Much has been written about doing church as a team. We see all thru the New Testament Church Planting adventures that Paul was surrounded by others who were all-in with the vision of God to reach the world with the Gospel. Yet, within the nature of the modern church planter resides a subtle issue that can cause us to isolate and work independently of others as well as God’s Holy Spirit.
I am preparing for my family’s first ever Sabbatical that will be 85 days away from all forms of the church plant that is near and dear to my heart. I have been planning it now for almost 6 months. That preparation has caused me to look at team in a whole new light that has been aided by a popular leadership concept: starfish vs. spiders.
You see, my former style of leadership would have me at the top with the best information and best plan and have each team member connected to me individually where I can delegate and control. That is much like a spider that has a head and then a bunch of legs. The issue is that if a spider loses its head then the legs are of no effect. Ministry leadership that has too much stored in one head will find that to always be a bottleneck and can even be destroyed if the head is lost. That leadership style has been a slow change for me over the last few years and I have yet to arrive but the looming sabbatical has helped accelerate the progress. Can you imagine 85 days in a church plant in the spider structure – with NO Head?
Thus, the starfish leadership illustration has become my newest favorite. A starfish is unique. Each leg has independent function from within the whole. You can cut one piece off and not only do the rest of them function just fine but the one will become a new starfish! Their decentralization doesn’t mean isolation but does mean they are always ready for regeneration. This means that every leg has the ability to work together and separate. While together, they carry out one primary vision. Once sent out separate (however that happens) they have the tools to work within a new independent vision and generate new legs that work within that new vision. For a guy heading on sabbatical, I want to be a starfish styled organization and leader.
To lead in this way, information can’t be bottled by any one head but must be shared both horizontally and vertically. Vision must be imparted early and often and repeated regularly so that the flag can be waived by many in the absence of one. Details must be generated by the stake-holders even if one leader helps cast the vision for the need of such detail. Assignments must be made that are not ‘orders from on high’ but are ‘opportunities to thrive’. Leaders are made in this type of environment where as followers are made in the prior. God’s Church needs leaders thus God’s ministry leaders must change their leadership development strategies. Can we?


Please filter the entries and return only the lines that include "page".

◆ **Source material**:
*****

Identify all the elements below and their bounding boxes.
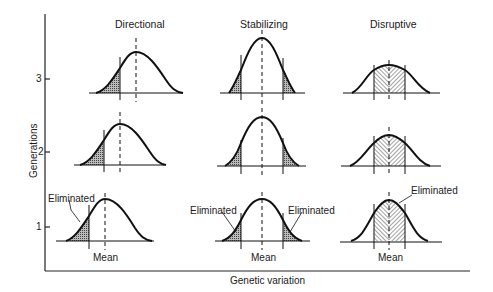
y-tick-3: 3 [36, 74, 42, 84]
disruptive-gen1-curve [340, 192, 442, 250]
axes [45, 14, 470, 271]
stabilizing-gen1-curve [215, 192, 310, 250]
mean-label-directional: Mean [93, 253, 118, 263]
mean-label-stabilizing: Mean [251, 253, 276, 263]
stabilizing-gen3-curve [220, 30, 305, 104]
eliminated-label-stabilizing-right: Eliminated [288, 206, 335, 216]
selection-diagram [0, 0, 493, 292]
column-title-disruptive: Disruptive [370, 19, 417, 30]
column-title-directional: Directional [115, 19, 165, 30]
mean-label-disruptive: Mean [378, 253, 403, 263]
directional-gen2-curve [74, 112, 166, 174]
eliminated-label-stabilizing-left: Eliminated [190, 206, 237, 216]
eliminated-label-disruptive: Eliminated [411, 186, 458, 196]
y-tick-2: 2 [38, 147, 44, 157]
column-title-stabilizing: Stabilizing [240, 19, 288, 30]
stabilizing-gen2-curve [217, 108, 306, 176]
y-tick-1: 1 [36, 222, 42, 232]
directional-gen3-curve [89, 38, 183, 102]
x-axis-label: Genetic variation [230, 276, 305, 286]
disruptive-gen3-curve [343, 60, 440, 101]
disruptive-gen2-curve [341, 127, 441, 175]
eliminated-label-directional: Eliminated [48, 194, 95, 204]
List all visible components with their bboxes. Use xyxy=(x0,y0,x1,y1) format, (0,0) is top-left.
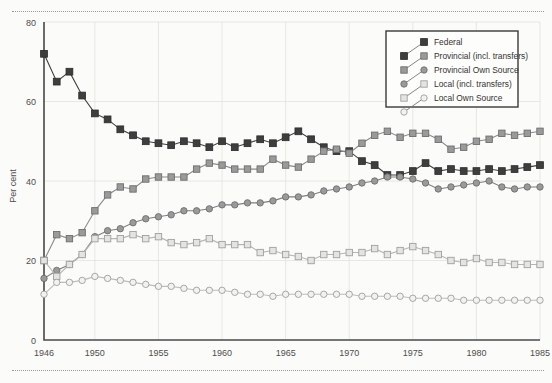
x-tick-label: 1985 xyxy=(530,348,550,358)
x-tick-label: 1965 xyxy=(276,348,296,358)
y-tick-label: 0 xyxy=(31,336,36,346)
x-tick-label: 1946 xyxy=(34,348,54,358)
series-local-incl-transfers xyxy=(41,231,543,279)
legend-label: Federal xyxy=(434,37,463,47)
line-chart: 020406080 194619501955196019651970197519… xyxy=(0,0,552,383)
x-tick-label: 1955 xyxy=(148,348,168,358)
series-provincial-incl-transfers xyxy=(41,128,543,264)
legend-label: Provincial (incl. transfers) xyxy=(434,51,528,61)
y-axis-tick-labels: 020406080 xyxy=(26,18,36,346)
series-markers xyxy=(41,128,543,264)
y-axis-title: Per cent xyxy=(8,169,18,203)
page-top-rule xyxy=(12,11,544,12)
series-local-own-source xyxy=(41,273,543,303)
x-tick-label: 1970 xyxy=(339,348,359,358)
legend-label: Provincial Own Source xyxy=(434,65,519,75)
y-tick-label: 20 xyxy=(26,256,36,266)
legend-label: Local (incl. transfers) xyxy=(434,79,512,89)
x-tick-label: 1980 xyxy=(466,348,486,358)
x-tick-label: 1960 xyxy=(212,348,232,358)
x-tick-label: 1975 xyxy=(403,348,423,358)
y-tick-label: 40 xyxy=(26,177,36,187)
y-tick-label: 60 xyxy=(26,97,36,107)
x-tick-label: 1950 xyxy=(85,348,105,358)
chart-legend: FederalProvincial (incl. transfers)Provi… xyxy=(386,31,528,115)
y-tick-label: 80 xyxy=(26,18,36,28)
series-markers xyxy=(41,273,543,303)
x-axis-tick-labels: 194619501955196019651970197519801985 xyxy=(34,348,550,358)
figure-container: 020406080 194619501955196019651970197519… xyxy=(0,0,552,383)
legend-label: Local Own Source xyxy=(434,93,503,103)
page-bottom-rule xyxy=(12,370,544,371)
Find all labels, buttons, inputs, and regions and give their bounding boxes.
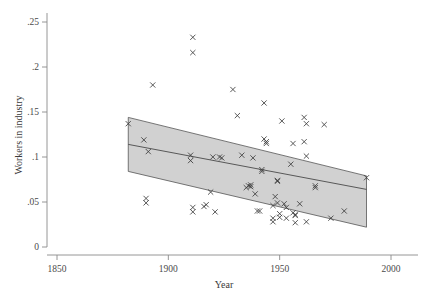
data-point-marker: [230, 87, 235, 92]
data-point-marker: [293, 220, 298, 225]
data-point-marker: [150, 82, 155, 87]
data-point-marker: [190, 205, 195, 210]
data-point-marker: [293, 212, 298, 217]
y-tick-label: .1: [32, 152, 39, 162]
x-tick-label: 1850: [48, 264, 67, 274]
x-tick-label: 2000: [382, 264, 401, 274]
data-point-marker: [190, 209, 195, 214]
confidence-interval-polygon: [128, 117, 366, 227]
data-point-marker: [304, 121, 309, 126]
data-point-marker: [190, 50, 195, 55]
data-point-marker: [302, 115, 307, 120]
x-tick-label: 1950: [270, 264, 289, 274]
data-point-marker: [304, 154, 309, 159]
data-point-marker: [279, 118, 284, 123]
scatter-plot-figure: 0.05.1.15.2.251850190019502000YearWorker…: [0, 0, 432, 293]
data-point-marker: [204, 202, 209, 207]
data-point-marker: [290, 141, 295, 146]
x-tick-label: 1900: [159, 264, 178, 274]
data-point-marker: [322, 122, 327, 127]
plot-canvas: 0.05.1.15.2.251850190019502000YearWorker…: [0, 0, 432, 293]
y-axis-title: Workers in industry: [13, 95, 24, 174]
y-tick-label: .25: [27, 17, 39, 27]
y-tick-label: 0: [34, 242, 39, 252]
y-tick-label: .2: [32, 62, 39, 72]
data-point-marker: [304, 219, 309, 224]
y-tick-label: .05: [27, 197, 39, 207]
data-point-marker: [212, 209, 217, 214]
x-axis-title: Year: [215, 279, 234, 290]
data-point-marker: [143, 196, 148, 201]
data-point-marker: [143, 200, 148, 205]
data-point-marker: [302, 139, 307, 144]
data-point-marker: [261, 100, 266, 105]
data-point-marker: [293, 213, 298, 218]
data-point-marker: [284, 216, 289, 221]
y-tick-label: .15: [27, 107, 39, 117]
data-point-marker: [277, 211, 282, 216]
confidence-band: [128, 117, 366, 227]
data-point-marker: [270, 219, 275, 224]
data-point-marker: [235, 113, 240, 118]
data-point-marker: [190, 35, 195, 40]
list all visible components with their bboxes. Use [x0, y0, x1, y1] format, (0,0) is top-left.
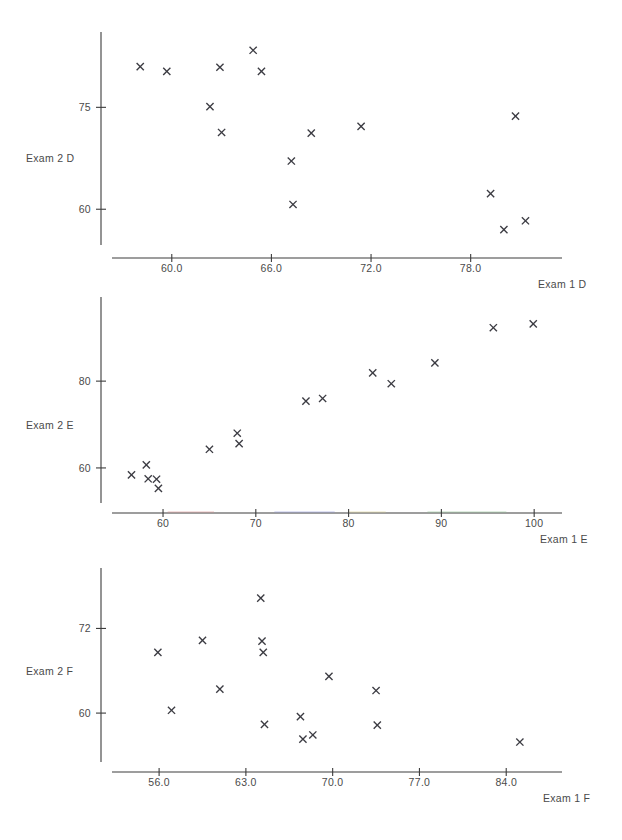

*****

◆ **Exercise solution**:
page-top-rule xyxy=(12,11,544,12)
page-bottom-rule xyxy=(12,370,544,371)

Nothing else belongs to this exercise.